Declarative Parameterizations of User-Defined Functions for Large-Scale Machine Learning and Optimization
Author(s) -
Zekai J. Gao,
Niketan Pansare,
Christopher Jermaine
Publication year - 2018
Publication title -
ieee transactions on knowledge and data engineering
Language(s) - English
Resource type - Journals
SCImago Journal Rank - 1.36
H-Index - 174
eISSN - 1558-2191
pISSN - 1041-4347
DOI - 10.1109/tkde.2018.2873325
Subject(s) - computer science , join (topology) , parameterized complexity , object (grammar) , context (archaeology) , set (abstract data type) , scale (ratio) , theoretical computer science , data mining , artificial intelligence , programming language , algorithm , mathematics , paleontology , physics , combinatorics , quantum mechanics , biology
Large-scale optimization has become an important application for data management systems, particularly in the context of statistical machine learning. In this paper, we consider how one might implement the join-and-co-group pattern in the context of a fully declarative data processing system. The join-and-co-group pattern is ubiquitous in iterative, large-scale optimization. In the join-and-co-group pattern, a user-defined function $g$g is parameterized with a data object $x$x as well as the subset of the statistical model $\Theta _x$Θx that applies to that object, so that $g(x | \Theta _x)$g(x|Θx) can be used to compute a partial update of the model. This is repeated for every $x$x in the full data set $X$X. All partial updates are then aggregated and used to perform a complete update of the model. The join-and-co-group pattern has several implementation challenges, including the potential for a massive blow-up in the size of a fully parameterized model. Thus, unless the correct physical execution plan be chosen for implementing the join-and-co-group pattern, it is easily possible to have an execution that takes a very long time or even fails to complete. In this paper, we carefully consider the alternatives for implementing the join-and-co-group pattern on top of a declarative system, as well as how the best alternative can be selected automatically. Our focus is on the SimSQL database system, which is an SQL-based system with special facilities for large-scale, iterative optimization. Since it is an SQL-based system with a query optimizer, those choices can be made automatically.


## What to work on:
For the word "Electric", count the lines of the records that hold it, and give only that number.

## Supplied data:
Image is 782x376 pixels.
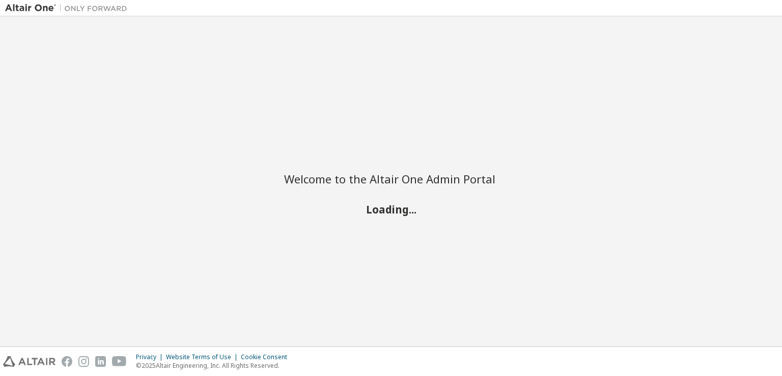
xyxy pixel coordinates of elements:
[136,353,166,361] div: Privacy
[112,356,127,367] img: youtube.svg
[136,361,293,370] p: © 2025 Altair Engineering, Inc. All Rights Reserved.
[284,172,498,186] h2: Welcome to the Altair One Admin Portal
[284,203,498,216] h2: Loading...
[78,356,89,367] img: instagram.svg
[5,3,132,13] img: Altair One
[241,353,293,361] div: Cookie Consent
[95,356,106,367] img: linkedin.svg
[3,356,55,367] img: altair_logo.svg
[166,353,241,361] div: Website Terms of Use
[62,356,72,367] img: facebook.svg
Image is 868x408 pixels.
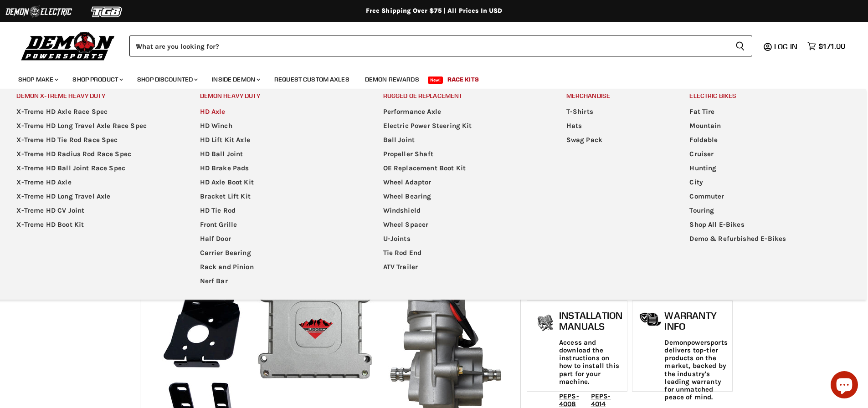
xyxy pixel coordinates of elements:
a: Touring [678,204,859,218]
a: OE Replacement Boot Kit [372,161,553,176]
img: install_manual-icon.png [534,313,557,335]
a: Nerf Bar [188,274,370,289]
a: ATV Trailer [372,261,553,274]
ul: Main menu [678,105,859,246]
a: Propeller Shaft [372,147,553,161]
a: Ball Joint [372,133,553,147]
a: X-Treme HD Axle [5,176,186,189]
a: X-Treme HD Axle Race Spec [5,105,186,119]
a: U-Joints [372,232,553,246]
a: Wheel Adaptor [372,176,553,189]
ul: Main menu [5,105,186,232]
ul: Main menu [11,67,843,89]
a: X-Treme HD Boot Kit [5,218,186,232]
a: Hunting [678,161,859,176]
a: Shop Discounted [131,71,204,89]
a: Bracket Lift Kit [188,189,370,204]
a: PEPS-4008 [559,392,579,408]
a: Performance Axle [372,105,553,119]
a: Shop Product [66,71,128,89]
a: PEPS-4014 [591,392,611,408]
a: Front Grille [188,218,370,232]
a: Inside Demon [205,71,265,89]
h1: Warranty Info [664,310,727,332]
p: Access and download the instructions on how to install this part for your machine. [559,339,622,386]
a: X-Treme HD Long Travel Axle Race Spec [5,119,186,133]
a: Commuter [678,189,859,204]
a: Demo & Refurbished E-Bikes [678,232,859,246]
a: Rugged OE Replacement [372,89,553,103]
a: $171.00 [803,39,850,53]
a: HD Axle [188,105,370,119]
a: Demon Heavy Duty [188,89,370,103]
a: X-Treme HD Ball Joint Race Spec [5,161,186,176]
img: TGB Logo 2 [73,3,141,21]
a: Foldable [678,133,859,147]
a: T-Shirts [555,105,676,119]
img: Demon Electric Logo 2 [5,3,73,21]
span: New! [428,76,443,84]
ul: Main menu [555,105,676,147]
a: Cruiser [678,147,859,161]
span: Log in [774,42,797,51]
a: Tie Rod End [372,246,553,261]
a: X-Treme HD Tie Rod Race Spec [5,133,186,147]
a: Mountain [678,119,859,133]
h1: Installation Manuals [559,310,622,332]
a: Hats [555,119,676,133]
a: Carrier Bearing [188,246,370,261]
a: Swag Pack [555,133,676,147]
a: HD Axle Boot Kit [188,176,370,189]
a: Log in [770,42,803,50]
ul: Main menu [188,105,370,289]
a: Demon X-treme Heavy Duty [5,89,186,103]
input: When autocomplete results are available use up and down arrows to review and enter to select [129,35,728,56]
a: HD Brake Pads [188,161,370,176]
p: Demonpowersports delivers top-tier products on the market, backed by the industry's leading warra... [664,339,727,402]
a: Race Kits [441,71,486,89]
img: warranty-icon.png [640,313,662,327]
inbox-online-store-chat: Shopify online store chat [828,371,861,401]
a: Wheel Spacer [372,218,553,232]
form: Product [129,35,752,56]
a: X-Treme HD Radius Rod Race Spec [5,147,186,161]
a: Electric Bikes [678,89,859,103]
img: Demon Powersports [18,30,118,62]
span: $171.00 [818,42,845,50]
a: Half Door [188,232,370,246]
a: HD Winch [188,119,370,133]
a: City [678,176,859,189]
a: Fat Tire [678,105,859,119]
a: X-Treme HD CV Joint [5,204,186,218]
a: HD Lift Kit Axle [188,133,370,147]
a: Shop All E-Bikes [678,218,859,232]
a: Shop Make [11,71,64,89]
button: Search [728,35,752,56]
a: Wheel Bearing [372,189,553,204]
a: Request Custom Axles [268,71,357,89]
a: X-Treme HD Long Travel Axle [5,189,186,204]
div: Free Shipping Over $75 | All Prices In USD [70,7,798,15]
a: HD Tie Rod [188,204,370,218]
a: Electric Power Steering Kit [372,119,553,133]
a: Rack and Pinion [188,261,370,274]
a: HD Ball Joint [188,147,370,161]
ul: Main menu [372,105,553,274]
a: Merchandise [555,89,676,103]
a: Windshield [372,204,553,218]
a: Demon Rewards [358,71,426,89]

## Answer for this exercise:
3